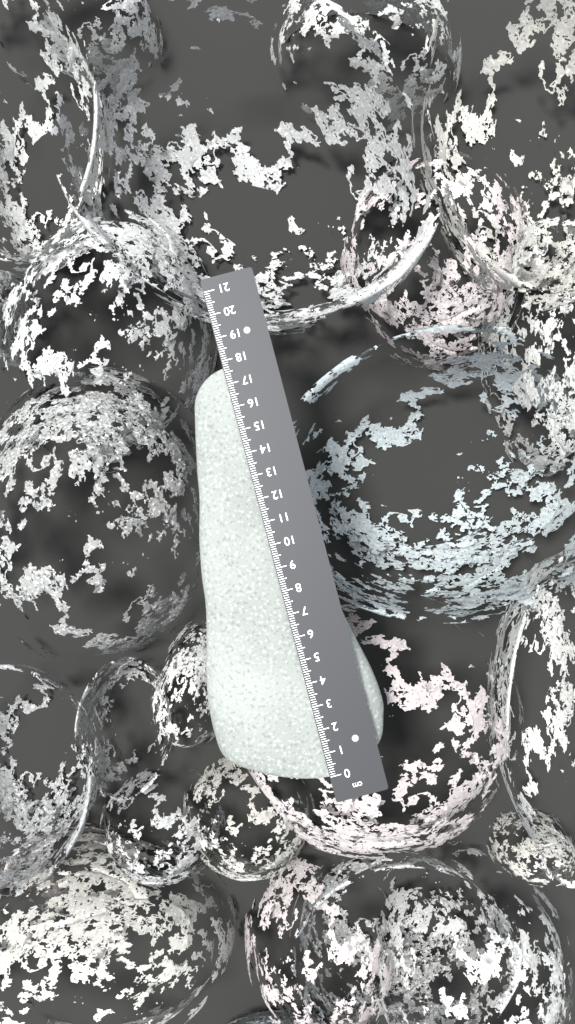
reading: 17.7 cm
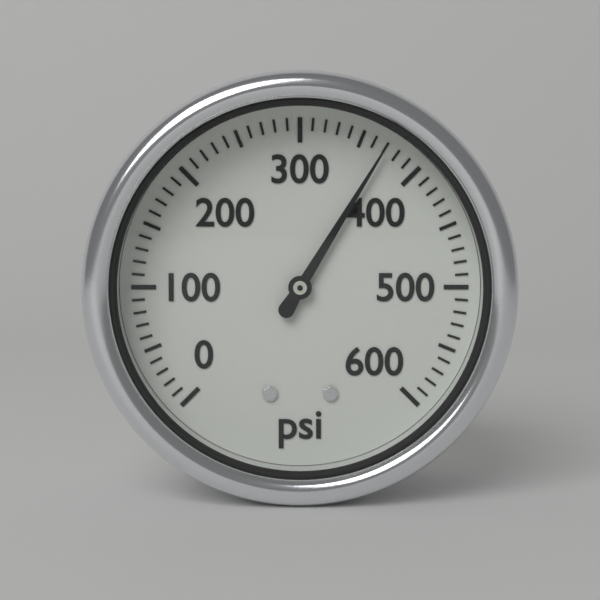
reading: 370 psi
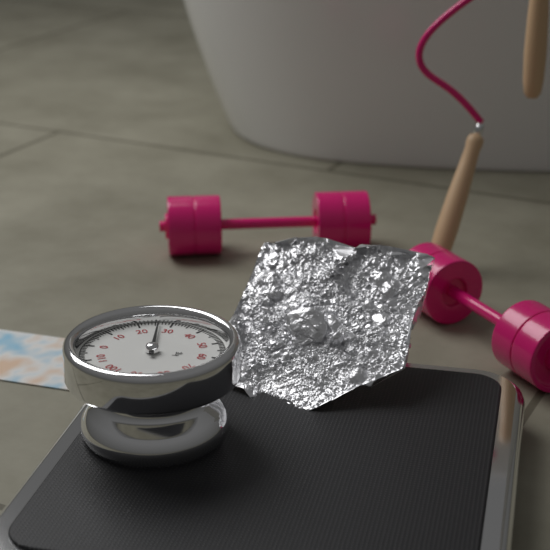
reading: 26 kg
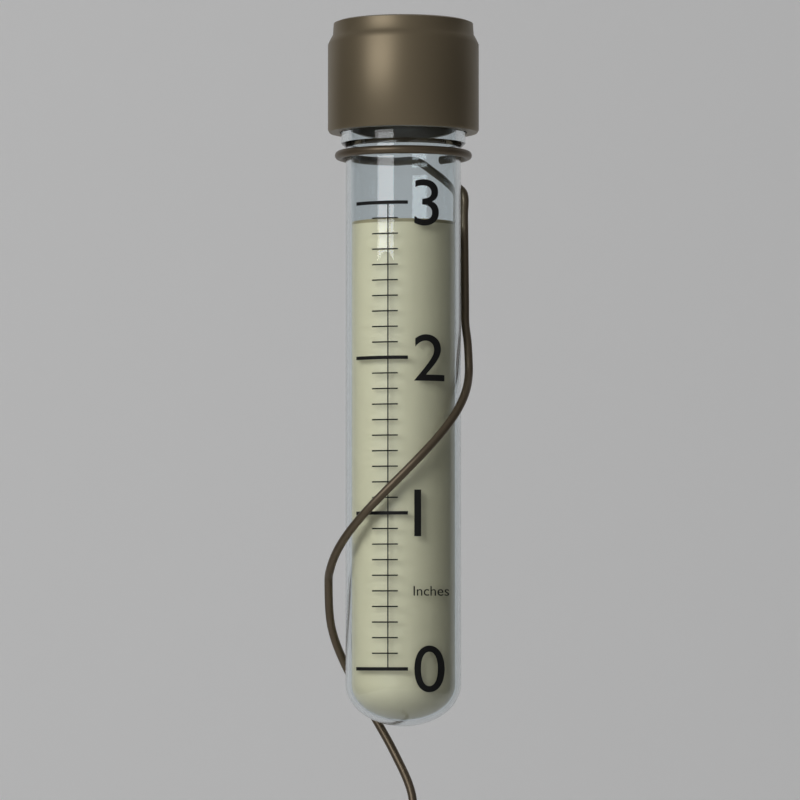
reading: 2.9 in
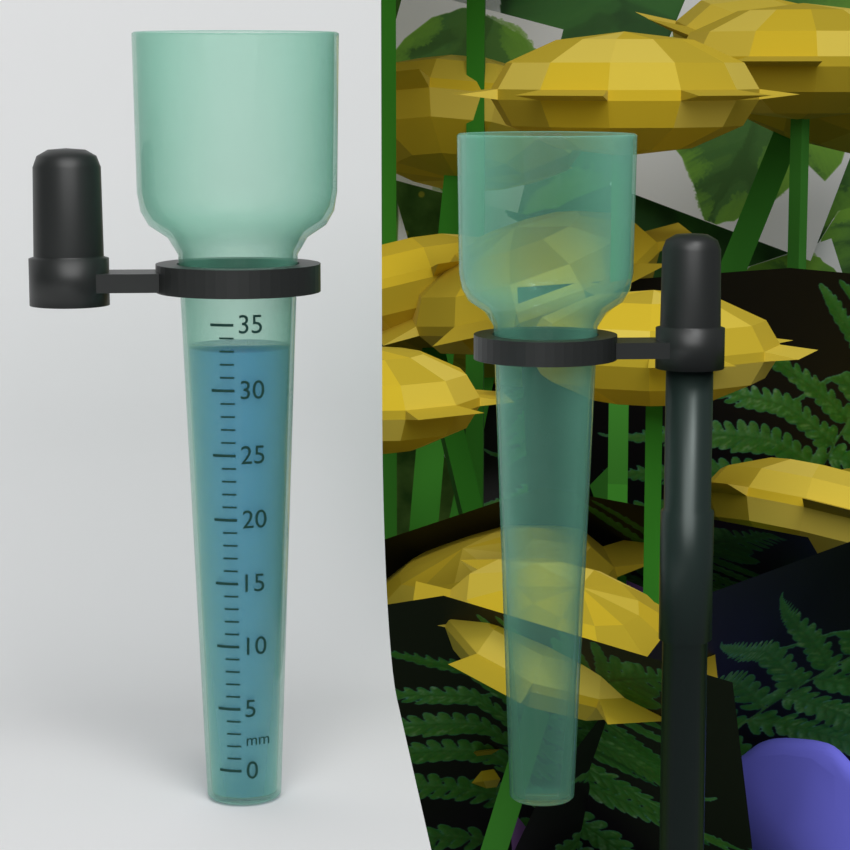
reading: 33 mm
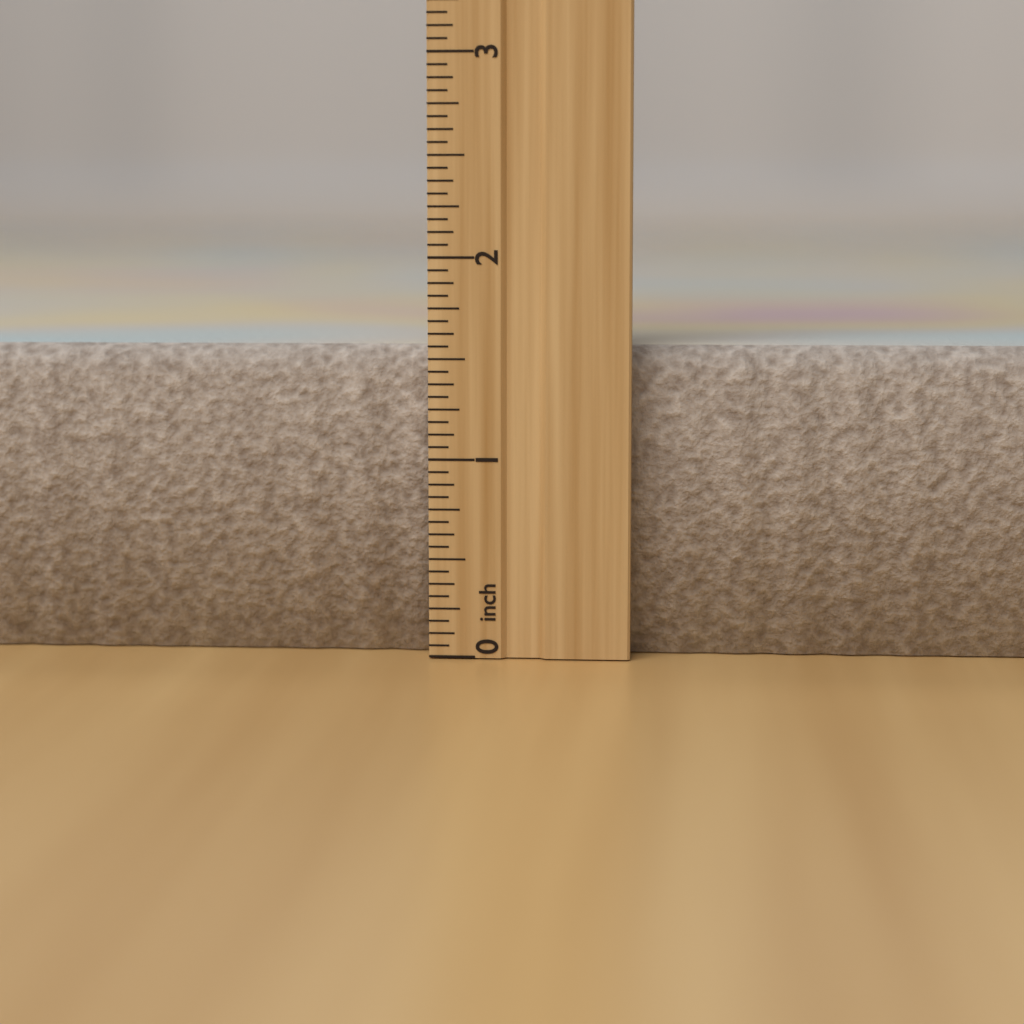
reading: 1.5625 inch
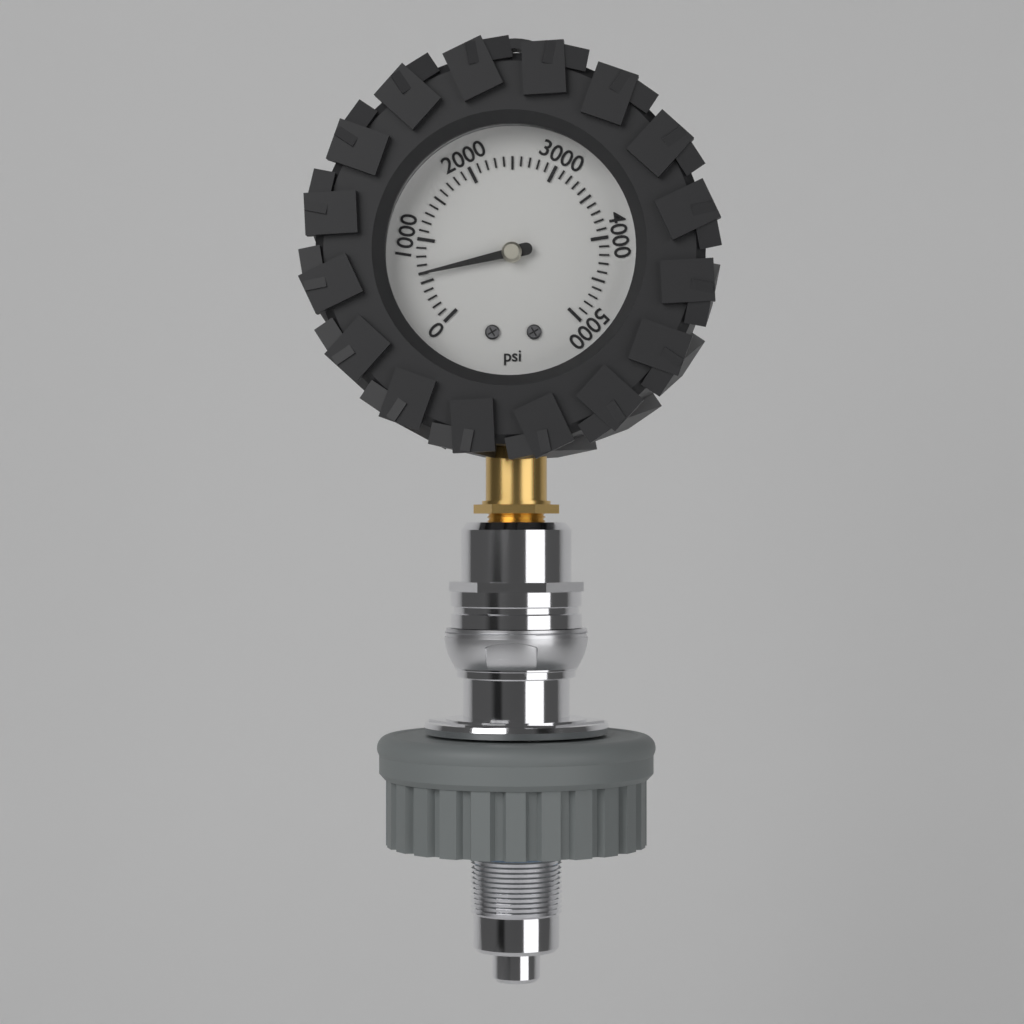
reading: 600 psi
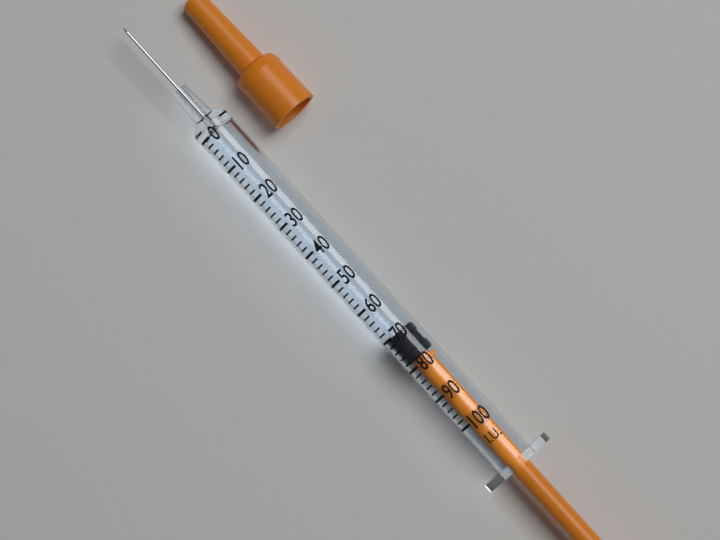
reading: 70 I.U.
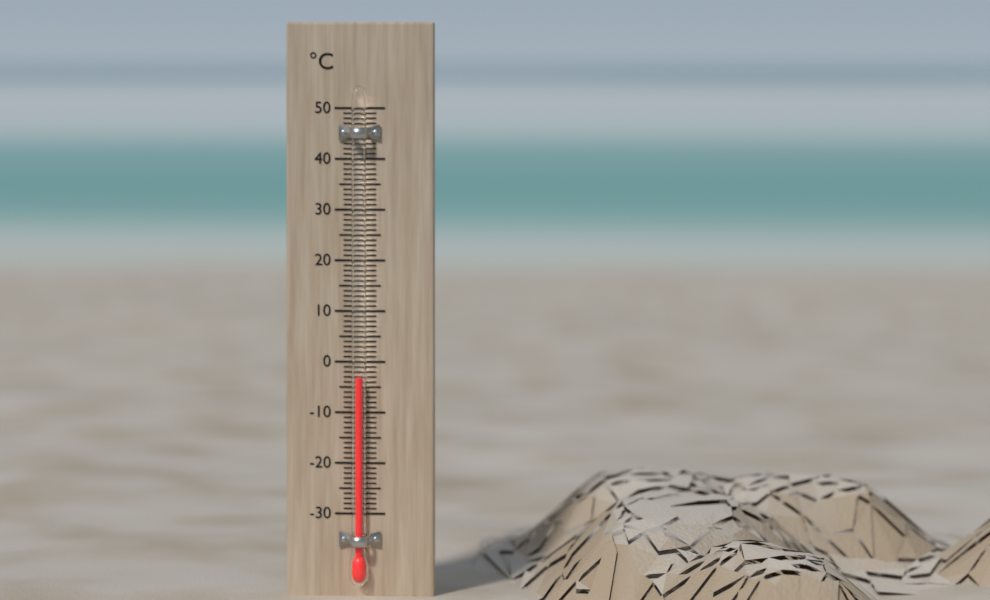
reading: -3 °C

▶ WHAT YOU WILL DO
Print exactly the line containing "reading: 26 kg" and every line after it through the final line above, and leave all pictures out.

▶ SOLUTION FOR THIS PROBLEM
reading: 26 kg
reading: 2.9 in
reading: 33 mm
reading: 1.5625 inch
reading: 600 psi
reading: 70 I.U.
reading: -3 °C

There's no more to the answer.